One marker of family vacations is the leisure and good sense to play games. Such a fun way to be together—even when the competitive streaks emerge in colors just a bit too bold. In the past week, we’ve played Ghost, Hangman, Twenty Questions, Boggle and I’ve continued my solitary Crostics. Also card games like War, Go Fish, Trash, 5 Crowns and my usual Solitaire. And it struck me that the first category are all about words and the second about numbers. The Rhyme and Reason of human intelligences.
School as we do it at my school goes far, far beyond the 3R’s, but words and numbers remain at the center of success both in and out of school. And games are a great way to cultivate them—with sociability, fun, challenge and discovery about how each of these human faculties work. I recently discovered a cafĂ© near my house that is piled high with Board games and folks go to play with friends or strangers. Fun! It’s on my list of new things to do in San Francisco.
Any good English teacher will tell you to stick with one theme and develop it and resist too many side roads. I began wanting to simply praise games as a great way to be with people and develop one’s intelligence. But thinking about Rhyme and Reason enticed me down a dark path that we need to light up with our continued concern and understanding.
In short, our recent play version of The Phantom Tollbooth talks about the banishment of Rhyme and Reason from the land and the chaos that results. Written in 1961, its warnings remain so sadly relevant. Here we are with a so-called leader who not only displays a 2-year old emotional intelligence with his tantrums and an ADHD 4-year old level of impulse control with his tweets, but also models an impaired Rhyme faculty with his 2nd-4thgrade vocabulary and command of language and an incapacity for Reason with his climate change denials, also at a level with… well, I don’t want to insult the 2nd-4thgraders. As above, so below— a cardinal truth of leadership and how it can lift up and inspire or dumb down and give power to ignorance and stupidity. Amidst the complete lack of any moral compass, this ongoing flogging of Rhyme and Reason is just one of the many ways we are suffering.
But we flexible humans also have the capacity to resist and refuse, to rise beyond bad models, to awaken amidst all of Fox News’ attempts to put us to sleep and I hope these resolves will be at the top of most (why not all?) American’s New Year’s Resolutions.
Meanwhile, I’m going to play cards with my grandchildren.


# Work required
In the entries below, find each line with the word "Stand" and return it.

# The input
■ ■ ■ ■

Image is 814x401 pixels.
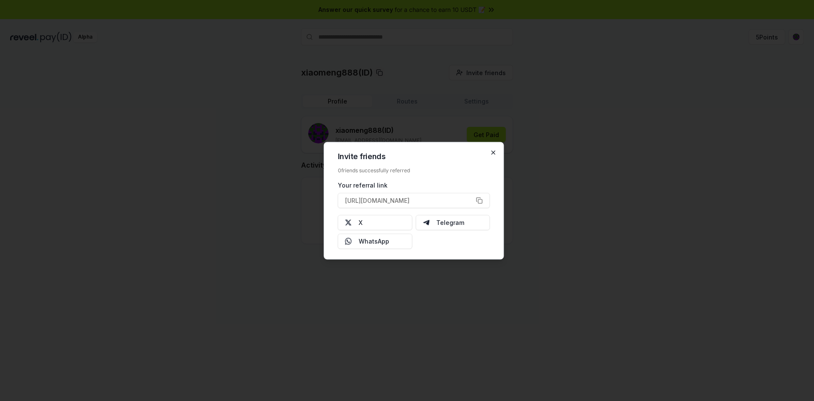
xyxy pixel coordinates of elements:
span: [URL][DOMAIN_NAME] [345,196,409,205]
button: X [338,214,412,230]
img: Telegram [423,219,429,225]
h2: Invite friends [338,152,490,160]
img: Whatsapp [345,237,352,244]
button: WhatsApp [338,233,412,248]
img: X [345,219,352,225]
div: Your referral link [338,180,490,189]
button: Telegram [415,214,490,230]
button: [URL][DOMAIN_NAME] [338,192,490,208]
div: 0 friends successfully referred [338,167,490,173]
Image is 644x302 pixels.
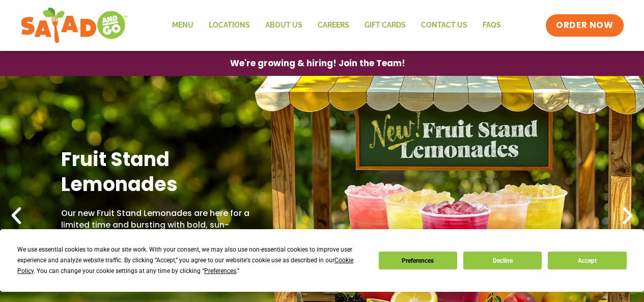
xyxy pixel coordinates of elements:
a: Contact Us [413,14,475,37]
button: Decline [463,252,541,270]
button: Preferences [378,252,457,270]
div: We use essential cookies to make our site work. With your consent, we may also use non-essential ... [17,245,366,277]
a: Locations [201,14,257,37]
a: FAQs [475,14,508,37]
a: Menu [164,14,201,37]
div: Next slide [617,205,639,227]
img: new-SAG-logo-768×292 [20,5,128,46]
a: About Us [257,14,310,37]
span: We're growing & hiring! Join the Team! [230,59,405,68]
div: Previous slide [5,205,27,227]
a: ORDER NOW [546,14,623,37]
a: We're growing & hiring! Join the Team! [215,52,420,75]
nav: Menu [164,14,508,37]
a: Careers [310,14,357,37]
a: GIFT CARDS [357,14,413,37]
p: Our new Fruit Stand Lemonades are here for a limited time and bursting with bold, sun-ripened fla... [61,208,254,242]
button: Accept [548,252,626,270]
span: ORDER NOW [555,19,613,32]
h2: Fruit Stand Lemonades [61,147,254,197]
span: Preferences [204,267,236,275]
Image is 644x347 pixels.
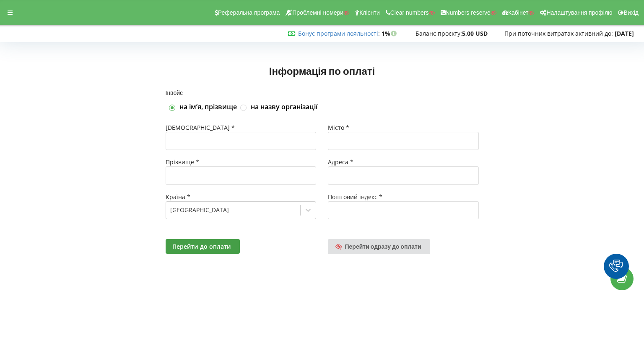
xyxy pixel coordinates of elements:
span: Інвойс [166,89,183,96]
span: Інформація по оплаті [269,64,375,77]
span: Вихід [624,9,639,16]
a: Бонус програми лояльності [298,29,378,37]
span: Країна * [166,193,190,200]
span: Проблемні номери [292,9,344,16]
strong: 5,00 USD [462,29,488,37]
label: на назву організації [251,102,317,112]
span: Numbers reserve [446,9,491,16]
span: Налаштування профілю [546,9,612,16]
button: Перейти до оплати [166,239,240,253]
strong: 1% [382,29,399,37]
span: [DEMOGRAPHIC_DATA] * [166,123,235,131]
span: Баланс проєкту: [416,29,462,37]
span: Реферальна програма [218,9,280,16]
span: Перейти одразу до оплати [345,243,422,250]
span: Кабінет [508,9,529,16]
span: Поштовий індекс * [328,193,382,200]
label: на імʼя, прізвище [180,102,237,112]
span: При поточних витратах активний до: [505,29,613,37]
strong: [DATE] [615,29,634,37]
span: Прізвище * [166,158,199,166]
span: Перейти до оплати [173,242,231,250]
span: Clear numbers [390,9,429,16]
span: Місто * [328,123,349,131]
span: : [298,29,380,37]
span: Клієнти [359,9,380,16]
span: Адреса * [328,158,354,166]
a: Перейти одразу до оплати [328,239,430,254]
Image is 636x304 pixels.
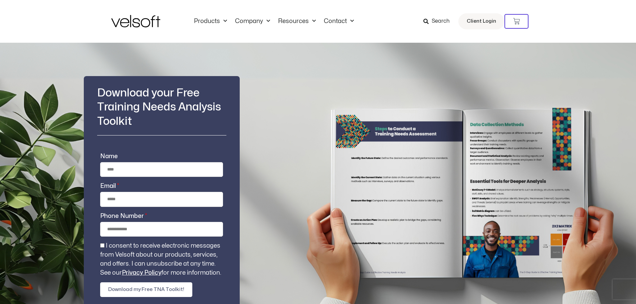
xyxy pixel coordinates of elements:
a: ContactMenu Toggle [320,18,358,25]
label: I consent to receive electronic messages from Velsoft about our products, services, and offers. I... [100,243,221,276]
a: ResourcesMenu Toggle [274,18,320,25]
nav: Menu [190,18,358,25]
label: Name [100,152,118,162]
h2: Download your Free Training Needs Analysis Toolkit [97,86,227,129]
label: Email [100,182,119,192]
a: ProductsMenu Toggle [190,18,231,25]
span: Download my Free TNA Toolkit! [108,286,184,294]
a: Search [423,16,454,27]
img: Velsoft Training Materials [111,15,160,27]
button: Download my Free TNA Toolkit! [100,282,192,297]
a: Client Login [458,13,504,29]
span: Search [431,17,449,26]
label: Phone Number [100,212,147,222]
a: CompanyMenu Toggle [231,18,274,25]
a: Privacy Policy [122,270,161,276]
span: Client Login [467,17,496,26]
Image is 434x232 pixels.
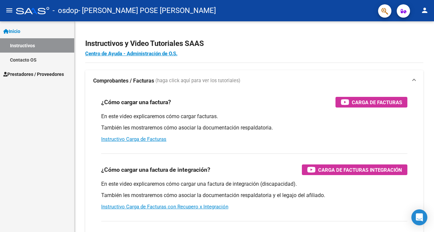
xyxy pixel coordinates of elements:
[421,6,429,14] mat-icon: person
[101,124,407,131] p: También les mostraremos cómo asociar la documentación respaldatoria.
[101,204,228,210] a: Instructivo Carga de Facturas con Recupero x Integración
[101,113,407,120] p: En este video explicaremos cómo cargar facturas.
[5,6,13,14] mat-icon: menu
[85,37,423,50] h2: Instructivos y Video Tutoriales SAAS
[101,136,166,142] a: Instructivo Carga de Facturas
[101,165,210,174] h3: ¿Cómo cargar una factura de integración?
[3,28,20,35] span: Inicio
[93,77,154,85] strong: Comprobantes / Facturas
[101,180,407,188] p: En este video explicaremos cómo cargar una factura de integración (discapacidad).
[78,3,216,18] span: - [PERSON_NAME] POSE [PERSON_NAME]
[352,98,402,107] span: Carga de Facturas
[3,71,64,78] span: Prestadores / Proveedores
[101,192,407,199] p: También les mostraremos cómo asociar la documentación respaldatoria y el legajo del afiliado.
[85,70,423,92] mat-expansion-panel-header: Comprobantes / Facturas (haga click aquí para ver los tutoriales)
[336,97,407,108] button: Carga de Facturas
[155,77,240,85] span: (haga click aquí para ver los tutoriales)
[101,98,171,107] h3: ¿Cómo cargar una factura?
[318,166,402,174] span: Carga de Facturas Integración
[411,209,427,225] div: Open Intercom Messenger
[85,51,177,57] a: Centro de Ayuda - Administración de O.S.
[53,3,78,18] span: - osdop
[302,164,407,175] button: Carga de Facturas Integración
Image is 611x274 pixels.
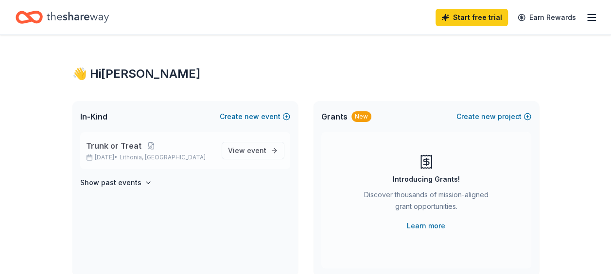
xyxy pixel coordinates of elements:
[80,177,152,189] button: Show past events
[222,142,284,159] a: View event
[228,145,266,157] span: View
[86,140,141,152] span: Trunk or Treat
[512,9,582,26] a: Earn Rewards
[16,6,109,29] a: Home
[86,154,214,161] p: [DATE] •
[80,111,107,123] span: In-Kind
[352,111,371,122] div: New
[245,111,259,123] span: new
[481,111,496,123] span: new
[436,9,508,26] a: Start free trial
[393,174,460,185] div: Introducing Grants!
[247,146,266,155] span: event
[457,111,531,123] button: Createnewproject
[120,154,206,161] span: Lithonia, [GEOGRAPHIC_DATA]
[360,189,493,216] div: Discover thousands of mission-aligned grant opportunities.
[321,111,348,123] span: Grants
[220,111,290,123] button: Createnewevent
[407,220,445,232] a: Learn more
[72,66,539,82] div: 👋 Hi [PERSON_NAME]
[80,177,141,189] h4: Show past events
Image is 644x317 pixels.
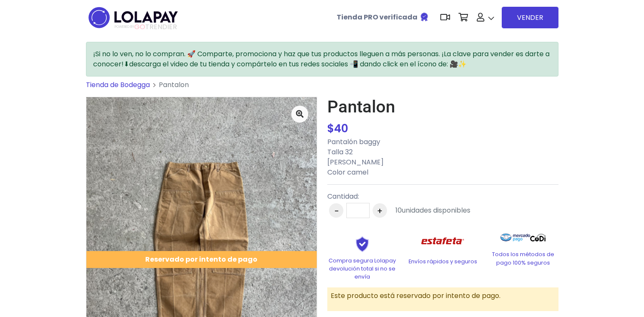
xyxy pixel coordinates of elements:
img: Mercado Pago Logo [500,229,531,246]
p: Pantalón baggy Talla 32 [PERSON_NAME] Color camel [328,137,559,178]
span: 40 [334,121,348,136]
span: 10 [395,205,402,216]
div: unidades disponibles [395,205,471,216]
button: - [329,203,343,218]
p: Cantidad: [328,191,471,202]
span: TRENDIER [115,23,177,31]
a: VENDER [502,7,559,28]
p: Envíos rápidos y seguros [408,257,478,266]
b: Tienda PRO verificada [337,12,418,22]
a: Tienda de Bodegga [86,80,150,89]
img: Codi Logo [530,229,546,246]
img: Tienda verificada [420,12,430,22]
img: logo [86,4,181,31]
span: POWERED BY [115,25,134,29]
p: Compra segura Lolapay devolución total si no se envía [328,257,398,281]
span: ¡Si no lo ven, no lo compran. 🚀 Comparte, promociona y haz que tus productos lleguen a más person... [93,49,550,69]
span: Pantalon [159,80,189,89]
p: Todos los métodos de pago 100% seguros [488,251,559,266]
span: GO [134,22,145,32]
div: $ [328,121,559,137]
button: + [373,203,387,218]
img: Estafeta Logo [415,229,471,254]
img: Shield [342,236,384,252]
div: Reservado por intento de pago [86,251,317,268]
p: Este producto está reservado por intento de pago. [331,291,555,301]
h1: Pantalon [328,97,559,117]
nav: breadcrumb [86,80,559,97]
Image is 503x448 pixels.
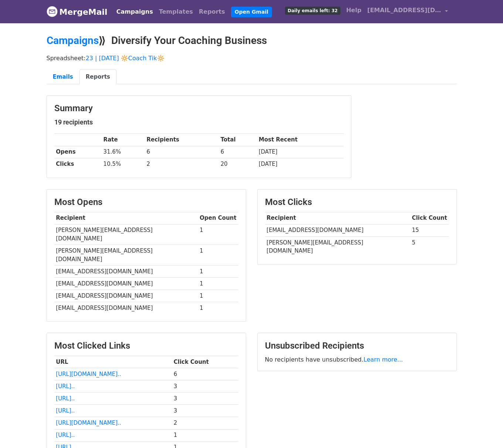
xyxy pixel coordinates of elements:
a: [EMAIL_ADDRESS][DOMAIN_NAME] [365,3,451,21]
td: [EMAIL_ADDRESS][DOMAIN_NAME] [265,224,411,236]
td: [DATE] [257,158,343,170]
td: 1 [198,224,239,245]
h3: Unsubscribed Recipients [265,341,449,351]
td: 1 [172,430,239,441]
td: [EMAIL_ADDRESS][DOMAIN_NAME] [55,266,198,278]
a: Reports [196,4,228,19]
td: [PERSON_NAME][EMAIL_ADDRESS][DOMAIN_NAME] [55,245,198,266]
a: [URL].. [56,396,75,402]
h3: Most Clicked Links [55,341,239,351]
th: Click Count [411,212,449,224]
a: Campaigns [114,4,156,19]
td: [EMAIL_ADDRESS][DOMAIN_NAME] [55,278,198,290]
a: Templates [156,4,196,19]
td: 1 [198,245,239,266]
td: [EMAIL_ADDRESS][DOMAIN_NAME] [55,290,198,303]
th: Opens [55,146,102,158]
td: 3 [172,393,239,405]
td: 2 [172,417,239,430]
td: 3 [172,405,239,417]
a: Emails [47,69,80,85]
a: MergeMail [47,4,108,20]
th: Rate [102,134,145,146]
a: [URL].. [56,407,75,414]
td: 1 [198,278,239,290]
th: Most Recent [257,134,343,146]
td: [EMAIL_ADDRESS][DOMAIN_NAME] [55,303,198,314]
span: Daily emails left: 32 [285,7,341,15]
iframe: Chat Widget [466,413,503,448]
a: [URL][DOMAIN_NAME].. [56,420,121,427]
th: Recipients [145,134,219,146]
th: Open Count [198,212,239,224]
td: [PERSON_NAME][EMAIL_ADDRESS][DOMAIN_NAME] [55,224,198,245]
td: 10.5% [102,158,145,170]
td: 6 [172,368,239,381]
a: Help [343,3,365,18]
td: 6 [145,146,219,158]
h2: ⟫ Diversify Your Coaching Business [47,35,457,47]
img: MergeMail logo [47,6,58,17]
a: Campaigns [47,35,99,46]
td: 3 [172,381,239,393]
p: No recipients have unsubscribed. [265,356,449,364]
td: 2 [145,158,219,170]
td: 1 [198,266,239,278]
td: 1 [198,290,239,303]
td: 31.6% [102,146,145,158]
a: [URL][DOMAIN_NAME].. [56,371,121,378]
td: 15 [411,224,449,236]
p: Spreadsheet: [47,55,457,62]
span: [EMAIL_ADDRESS][DOMAIN_NAME] [368,6,442,15]
a: Open Gmail [231,7,273,18]
td: 20 [219,158,257,170]
td: 6 [219,146,257,158]
a: [URL].. [56,383,75,390]
th: Total [219,134,257,146]
a: [URL].. [56,432,75,438]
a: Reports [80,69,117,85]
h3: Most Opens [55,197,239,207]
h3: Summary [55,103,344,114]
th: Click Count [172,356,239,368]
td: [DATE] [257,146,343,158]
td: 1 [198,303,239,314]
th: URL [55,356,172,368]
th: Clicks [55,158,102,170]
td: [PERSON_NAME][EMAIL_ADDRESS][DOMAIN_NAME] [265,236,411,257]
th: Recipient [265,212,411,224]
th: Recipient [55,212,198,224]
h5: 19 recipients [55,118,344,126]
td: 5 [411,236,449,257]
h3: Most Clicks [265,197,449,207]
a: Learn more... [364,356,403,363]
a: Daily emails left: 32 [282,3,343,18]
a: 23 | [DATE] 🔆Coach Tik🔆 [86,55,165,62]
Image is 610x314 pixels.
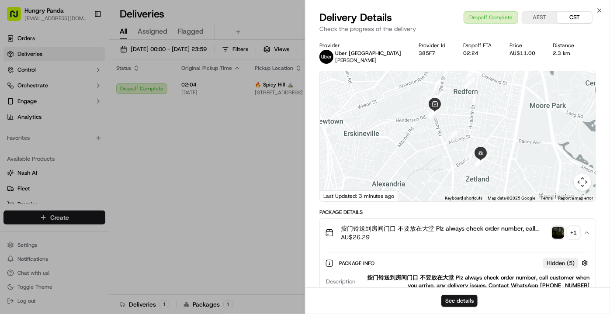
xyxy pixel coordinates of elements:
[319,42,405,49] div: Provider
[83,195,140,204] span: API Documentation
[541,196,553,201] a: Terms (opens in new tab)
[428,106,440,118] div: 6
[5,191,70,207] a: 📗Knowledge Base
[557,12,592,23] button: CST
[17,195,67,204] span: Knowledge Base
[73,159,76,166] span: •
[419,42,450,49] div: Provider Id
[341,224,549,233] span: 按门铃送到房间门口 不要放在大堂 Plz always check order number, call customer when you arrive, any delivery issue...
[17,135,24,142] img: 1736555255976-a54dd68f-1ca7-489b-9aae-adbdc363a1c4
[552,227,580,239] button: photo_proof_of_pickup image+1
[319,10,392,24] span: Delivery Details
[149,86,159,96] button: Start new chat
[476,155,487,167] div: 11
[326,278,355,286] span: Description
[27,135,71,142] span: [PERSON_NAME]
[359,274,590,290] div: 按门铃送到房间门口 不要放在大堂 Plz always check order number, call customer when you arrive, any delivery issue...
[320,191,398,201] div: Last Updated: 3 minutes ago
[419,50,436,57] button: 385F7
[319,24,596,33] p: Check the progress of the delivery
[39,92,120,99] div: We're available if you need us!
[547,260,575,267] span: Hidden ( 5 )
[9,127,23,141] img: Asif Zaman Khan
[553,50,579,57] div: 2.3 km
[73,135,76,142] span: •
[335,50,401,57] p: Uber [GEOGRAPHIC_DATA]
[447,130,458,141] div: 7
[9,83,24,99] img: 1736555255976-a54dd68f-1ca7-489b-9aae-adbdc363a1c4
[70,191,144,207] a: 💻API Documentation
[23,56,157,65] input: Got a question? Start typing here...
[429,108,440,119] div: 4
[319,50,333,64] img: uber-new-logo.jpeg
[462,71,474,83] div: 1
[463,42,496,49] div: Dropoff ETA
[510,42,539,49] div: Price
[9,35,159,49] p: Welcome 👋
[335,57,377,64] span: [PERSON_NAME]
[552,227,564,239] img: photo_proof_of_pickup image
[568,227,580,239] div: + 1
[553,42,579,49] div: Distance
[9,8,26,26] img: Nash
[9,113,59,120] div: Past conversations
[441,295,478,307] button: See details
[341,233,549,242] span: AU$26.29
[135,111,159,122] button: See all
[39,83,143,92] div: Start new chat
[9,196,16,203] div: 📗
[77,135,98,142] span: 8月27日
[62,216,106,223] a: Powered byPylon
[510,50,539,57] div: AU$11.00
[17,159,24,166] img: 1736555255976-a54dd68f-1ca7-489b-9aae-adbdc363a1c4
[9,150,23,164] img: Bea Lacdao
[431,91,443,102] div: 3
[488,196,535,201] span: Map data ©2025 Google
[18,83,34,99] img: 1727276513143-84d647e1-66c0-4f92-a045-3c9f9f5dfd92
[543,258,590,269] button: Hidden (5)
[27,159,71,166] span: [PERSON_NAME]
[322,190,351,201] a: Open this area in Google Maps (opens a new window)
[445,195,483,201] button: Keyboard shortcuts
[574,174,591,191] button: Map camera controls
[465,151,476,162] div: 8
[320,219,596,247] button: 按门铃送到房间门口 不要放在大堂 Plz always check order number, call customer when you arrive, any delivery issue...
[77,159,98,166] span: 8月19日
[558,196,593,201] a: Report a map error
[464,77,476,88] div: 2
[319,209,596,216] div: Package Details
[322,190,351,201] img: Google
[74,196,81,203] div: 💻
[463,50,496,57] div: 02:24
[339,260,376,267] span: Package Info
[87,216,106,223] span: Pylon
[522,12,557,23] button: AEST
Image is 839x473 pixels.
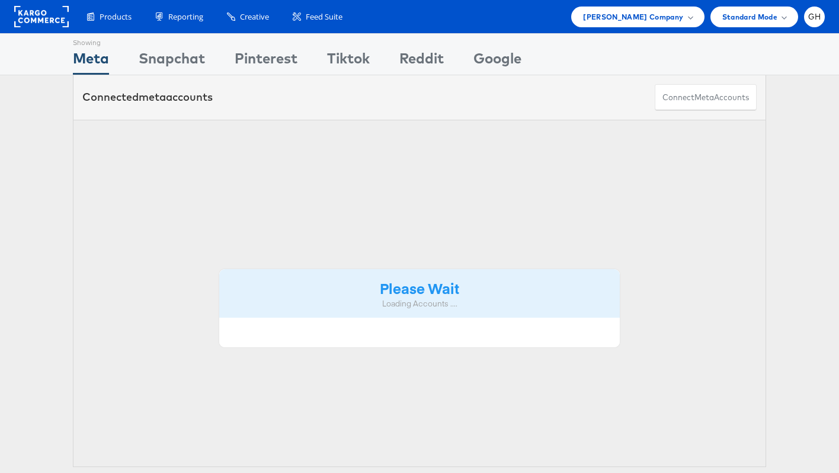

■ ■ ■ ■

# Response to this exercise
p: Our new Fruit Stand Lemonades are here for a limited time and bursting with bold, sun-ripened fla... [61,208,254,242]
h2: Fruit Stand Lemonades [61,147,254,197]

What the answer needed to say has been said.